Still he worked on, enlarging the hole and sending the broken pieces and mortar, rattling down the face of the cliff into the sea, till there was nothing to hinder his crawling out at any time, and either getting to the top of the cliff or down below to the sh.o.r.e.

He decided for the former as the more easy and the less likely to suggest peril, and he spent the next few hours after cleansing himself as much as possible, so as not to excite the attention of his young gaoler, and in his efforts to do this he made use of a piece of sailcloth, and an end of a coil of rope which lay with some sea-going tackle hard by where he slept.

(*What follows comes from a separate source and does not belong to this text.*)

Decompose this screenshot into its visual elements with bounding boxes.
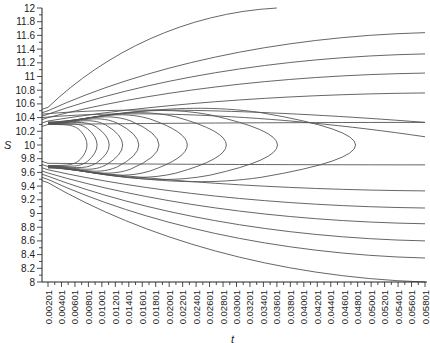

The day had come at last when the way was open, and he had but to creep out into the fresh bright suns.h.i.+ne and run for his liberty.

He could hardly refrain from doing so at once, but his long and arduous labour, which had taken the skin from his fingers and left his whole hands so tender that he hardly dared to touch anything, had taught him some wisdom, especially not to throw away the opportunity for which he had worked so hard.

And now he sat there in the darkness, wafting, so exultant that his seat might have been a throne, instead of a worn-out sail stretched over a ma.s.s of stone. He hugged the knees upon which his chin rested, and gazed straight before him into the blackness, watching for the first glow of Ram's lanthorn, and seeing as he watched the glorious sky, the blue sea all a-ripple; the s.h.i.+mmer and play of a pa.s.sing shoal of fish; gulls floating without effort, now high up, now low down, their b.r.e.a.s.t.s of purest white, their backs of delicate grey, and their wondering eyes gazing at the rough-looking fisher-lad who crept out of a hole in the face of the cliff, made his way from shelf to shelf, ever up and up till he was on the gra.s.s at the top, where he lay down to wait till night for fear of being seen and dragged back.

The black darkness of the great cavern quarry was all alight now with the pictures his mind painted, and, in his delight and satisfaction, he laughed aloud as he thought of Ram's disappointment on coming one day and finding his prisoner flown.

It was hard work to keep from starting at once, but the mids.h.i.+pman felt that if he did, his escape would be discovered at any moment, and if it were, it was only a question of time before he would have the whole smuggling gang after him, and he would be hunted down to a lot ten times more bitter from the fact of his having failure to contemplate, and form his mental food.